Workers at Louisville-area Zappos warehouses have filed suit in federal court seeking pay for time spent filing through anti-theft screenings - sometimes for a half hour or more - after their shifts end.
The lawsuit aims to get class-action status to cover all Kentucky employees of Zappos and its parent company, Amazon, for the past five years. Employees have had to spend at least 10 minutes off the clock and on occasion 30 minutes or more each day going through metal detectors and searches before they leave, the lawsuit claims. The defendants do not request a specific amount of money, said the Louisville Courier Journal.
Similar complaints against Amazon were upheld in a recent decision involving a Nevada Amazon warehouse by the 9th U.S. Circuit Court of Appeals. Screening workers as they leave work to prevent theft is a common practice in the warehousing and logistics industry, a huge sector of Louisville’s economy.
Tina and Aaron Vance, a mother and son, filed the lawsuit Aug. 1 in U.S. District Court in Louisville and were quickly joined by three other Zappos workers.
The Vances recently worked as hourly employees at Zappos in Bullitt County, where they were required “to proceed through a lengthy anti-theft security screening operation after clocking out at the end of their work shifts,” the said the Louisville Courier Journal said, adding, “This mandatory, post-shift security screening operation entails waiting in line, walking through a metal detector, periodically being inspected with metal detecting wands, and having bags and personal items searched by security guards.”
All plaintiffs seek to be paid wages, overtime pay if applicable, damages and lawyer fees. The lawsuit seeks class action status “for all Amazon workers,” said the Louisville Courier Journal.
Zappos reportedly pays $9 per hour to start and offers free lunches and vending machine snacks, according to the Louisville Courier Journal.
“If the metal detector’s alarm sounds and the employee cannot identify what is causing the alarm to sound, a security guard then searches the employee using a metal detecting wand,” the complaint added. “This mandatory post-shift, theft-prevention security screening routinely takes at least 10 minutes to complete, but with delays can last as much as 30 minutes or longer.”
Failing to pay workers for anti-theft checks required as a condition of their job violates the federal Fair Labor Standards Act and state laws that require “that covered employees by compensated for every hour worked in a workweek,” said the Louisville Courier Journal.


**WORK TO BE COMPLETED**. From the line that contains "Can you tell" through the end of the records below, write out each line exactly as it appears, but not the pictures.

** DATASET follows **

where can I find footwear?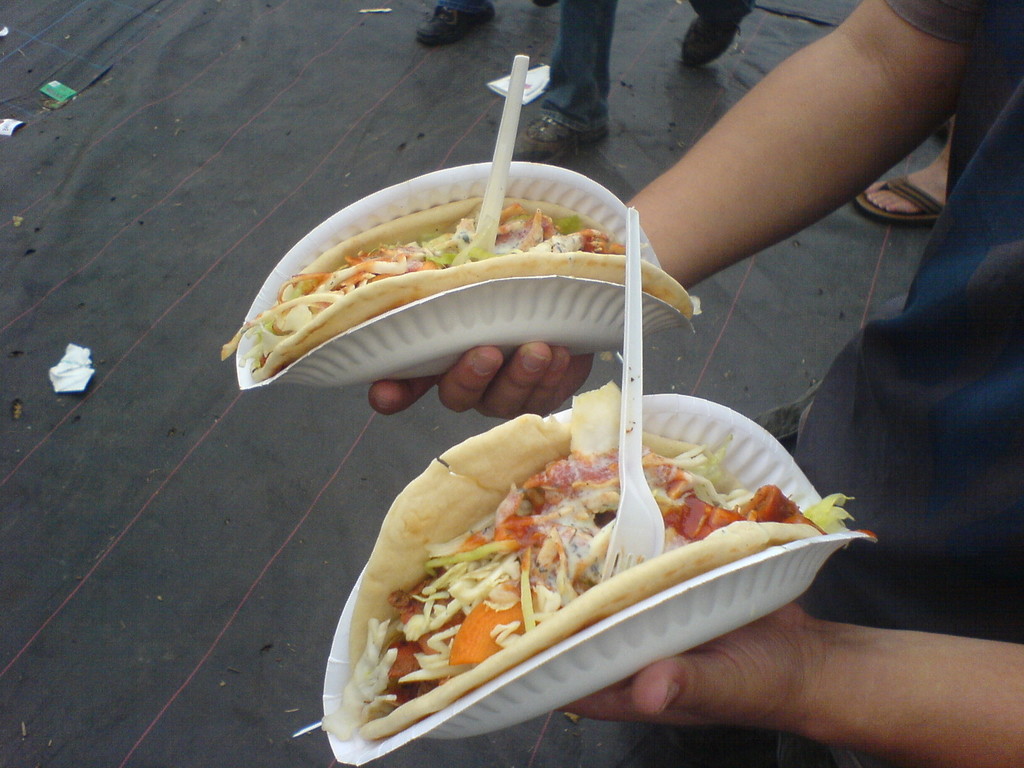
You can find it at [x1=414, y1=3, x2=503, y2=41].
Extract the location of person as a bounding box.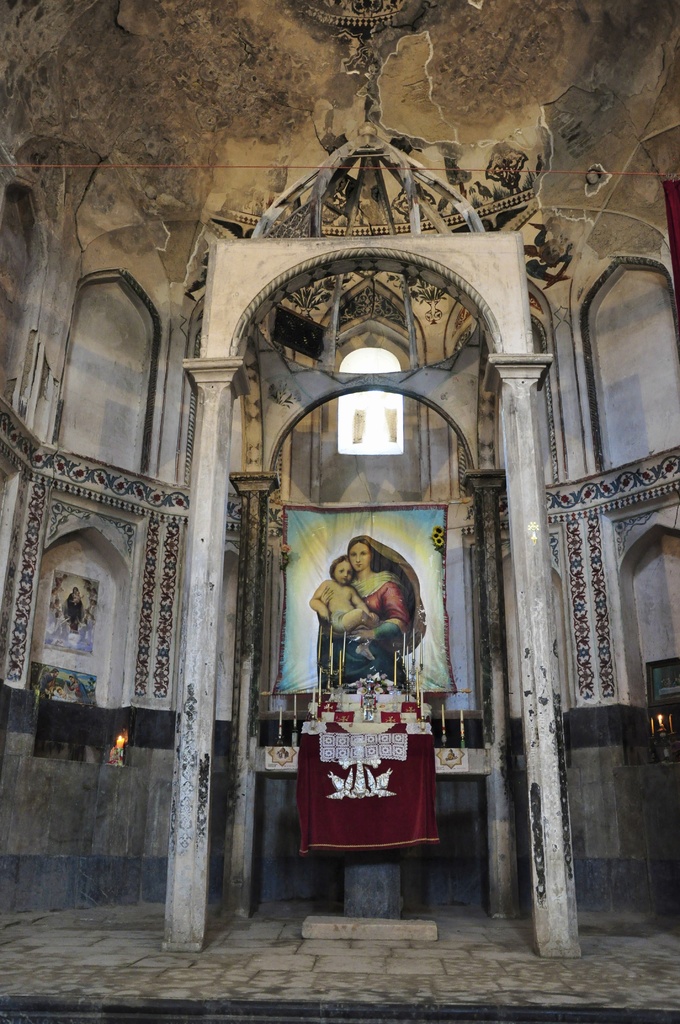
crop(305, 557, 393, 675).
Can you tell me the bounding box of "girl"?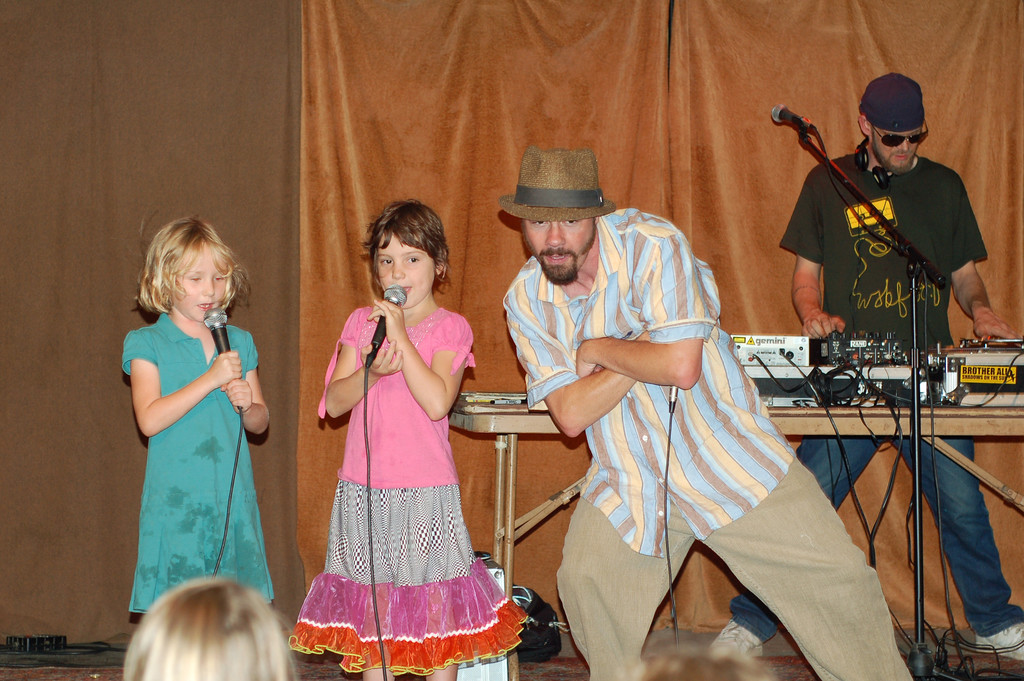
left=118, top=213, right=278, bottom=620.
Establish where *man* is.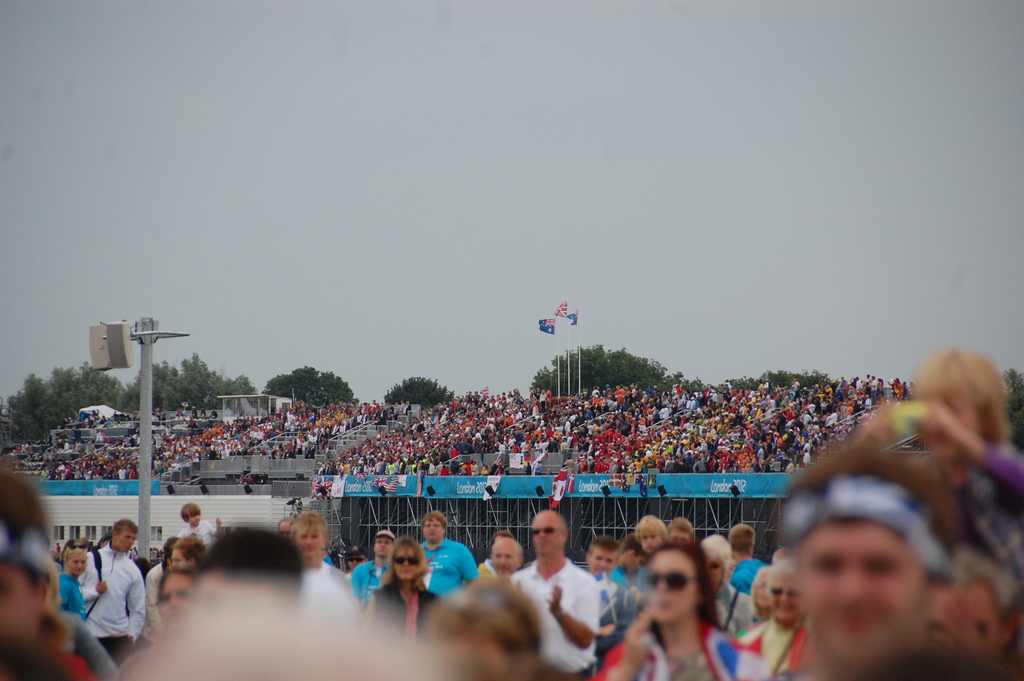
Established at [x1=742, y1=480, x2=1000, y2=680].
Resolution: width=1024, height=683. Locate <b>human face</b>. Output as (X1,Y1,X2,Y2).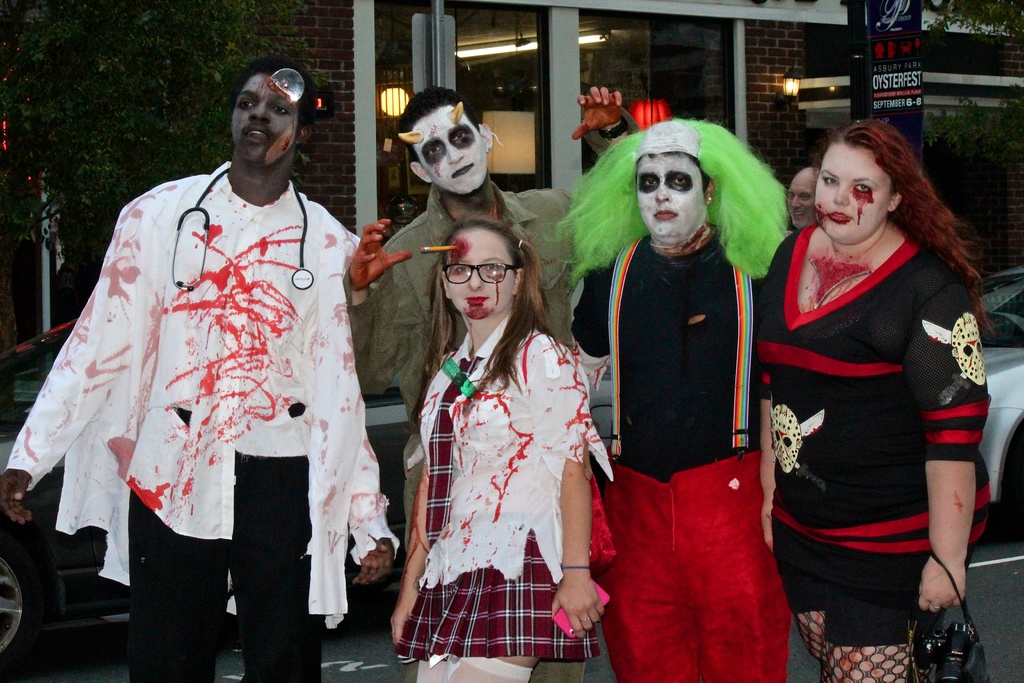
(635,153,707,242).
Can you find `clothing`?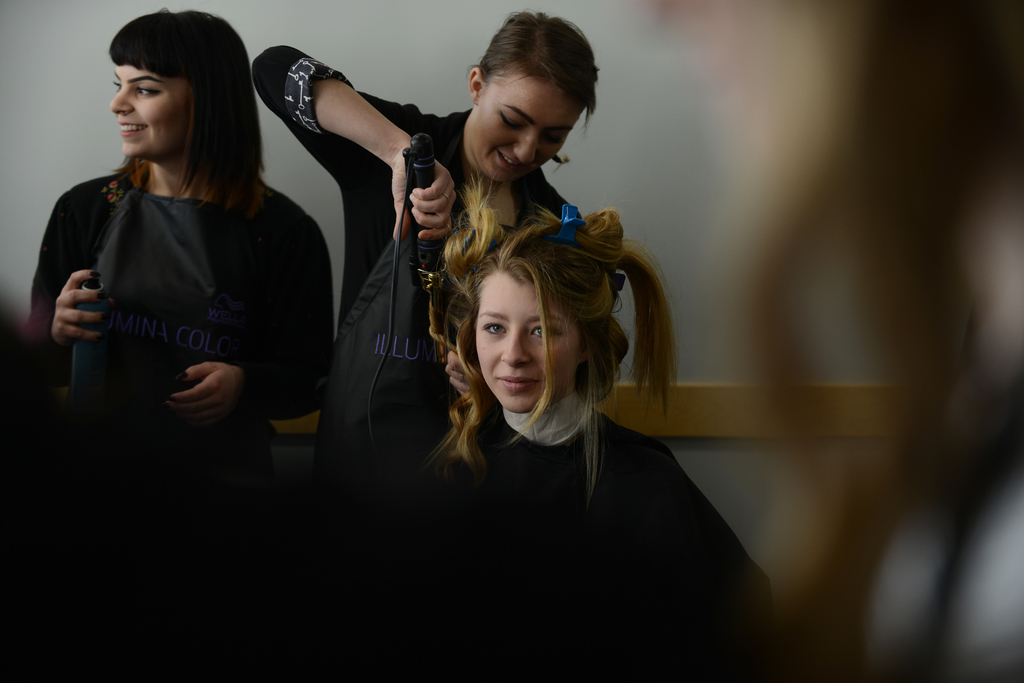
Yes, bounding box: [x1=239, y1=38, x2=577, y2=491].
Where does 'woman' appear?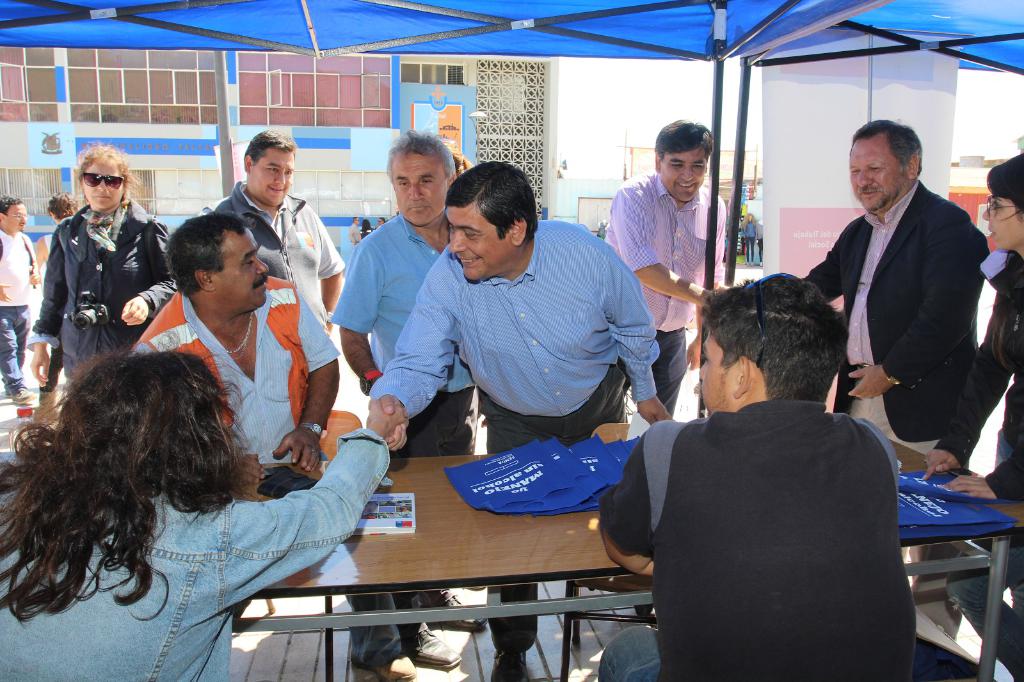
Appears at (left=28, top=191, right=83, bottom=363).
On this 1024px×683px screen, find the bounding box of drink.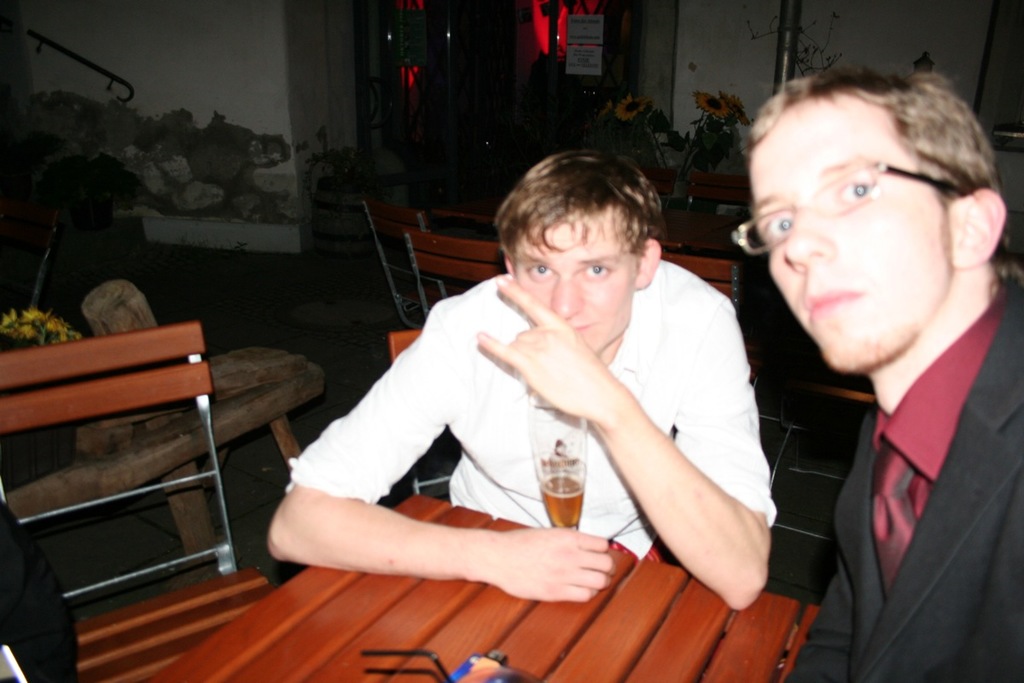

** End of DATASET **

**OUTPUT BELOW**.
Can you tell me the bounding box of "girl"?
left=118, top=213, right=278, bottom=620.
Establish where *man* is.
Established at [x1=742, y1=480, x2=1000, y2=680].
Resolution: width=1024, height=683. Locate <b>human face</b>. Output as (X1,Y1,X2,Y2).
(635,153,707,242).
Can you find `clothing`?
Yes, bounding box: [x1=239, y1=38, x2=577, y2=491].
Where does 'woman' appear?
Appears at (left=28, top=191, right=83, bottom=363).
On this 1024px×683px screen, find the bounding box of drink.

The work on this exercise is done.